I recently ran into a bug where a python library used a certain CPU instruction which existed on one x86 processor but not on another, resulting in an unexpected crash of the program (Illegal instruction) on one system but not on another. That had me thinking of the benefits of containerization to create a well-defined run-time environment for my software. But my brain ground to a halt when I realized how low level this is, and I could not figure out from reasoning nor from reading on the internet, as to what level the isolation of software like docker goes.
So my questions is: Would a containerization software, like Docker or LXC, be able to emulate an instruction which does not exist on the physical hardware? And would a full VM be able to deal with it, if a container could not?
Thought I'd fill in the blanks, just because people were curious.
The specific scenario I was caught by was when trying to apply Reed-Solomon erasure coding to a data object. I'm using the PyECLib library which implements Vandermonde Reed-Solomon via the liberasurecode
library (which in turn uses jerasure, I believe).

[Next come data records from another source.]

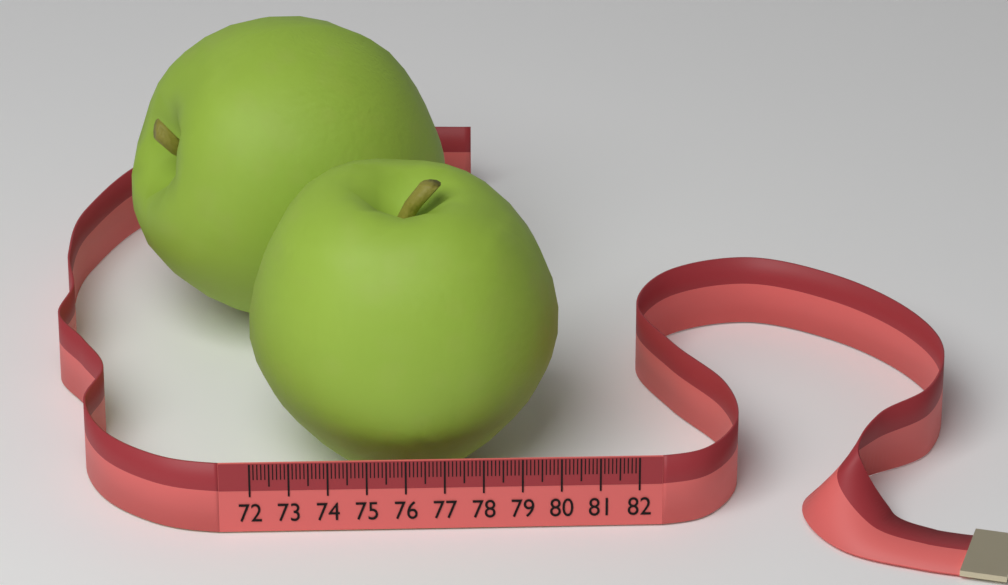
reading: 80.1 (no unit)
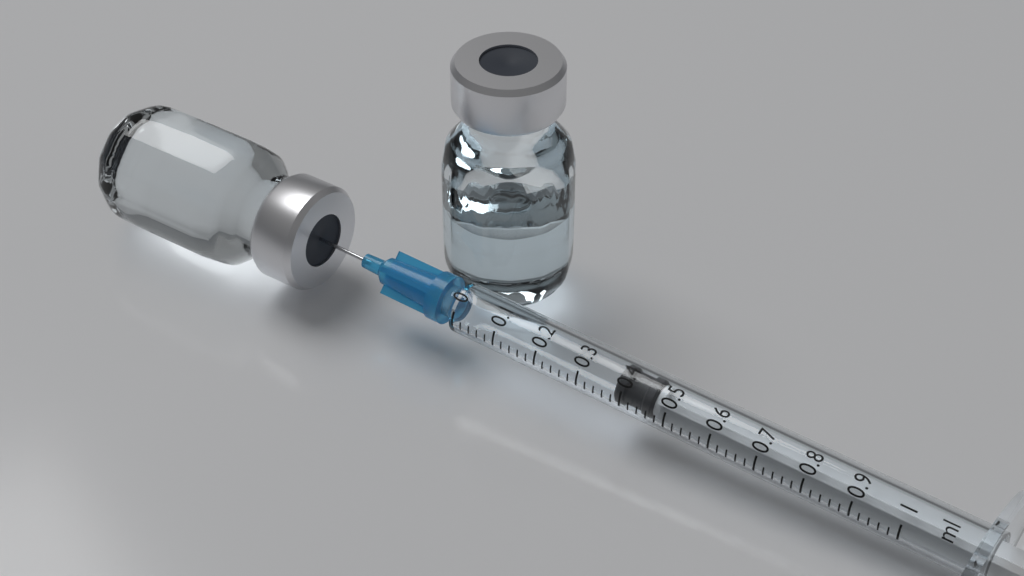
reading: 0.38 ml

This piece of code runs without errors on a compatible processor, but produces the Illegal instruction
exception on some older processors:
from pyeclib.ec_iface import ECDriver
ec_driver = ECDriver(k=1, m=5, ec_type='liberasurecode_rs_vand')
ec_driver.encode(b'foo')
I'm using Python 3.6 on multiple Linux platforms. The notable case where things wreak havoc is in an LXC container running Fedora 25 on the processor specified below, but I'd bet LXC and Fedora has little to do with it.
I've tried both pyeclib 1.4 and 1.1, and have the same thing happen.
These processors makes my program crash:
Here are some processors which works fine:
Containers don't translate instructions. A program running in a container is exactly the same as any other program running on the same machine, except that it has separate ("namespaced") instances of certain things, like the filesystem, the network stack, and the system hostname. The CPU isn't emulated or virtualized (any more than usual, anyway.)
Virtual machines can support instructions not supported on the host machine, but they do not necessarily do so. If they do, it will usually come at a substantial cost in performance.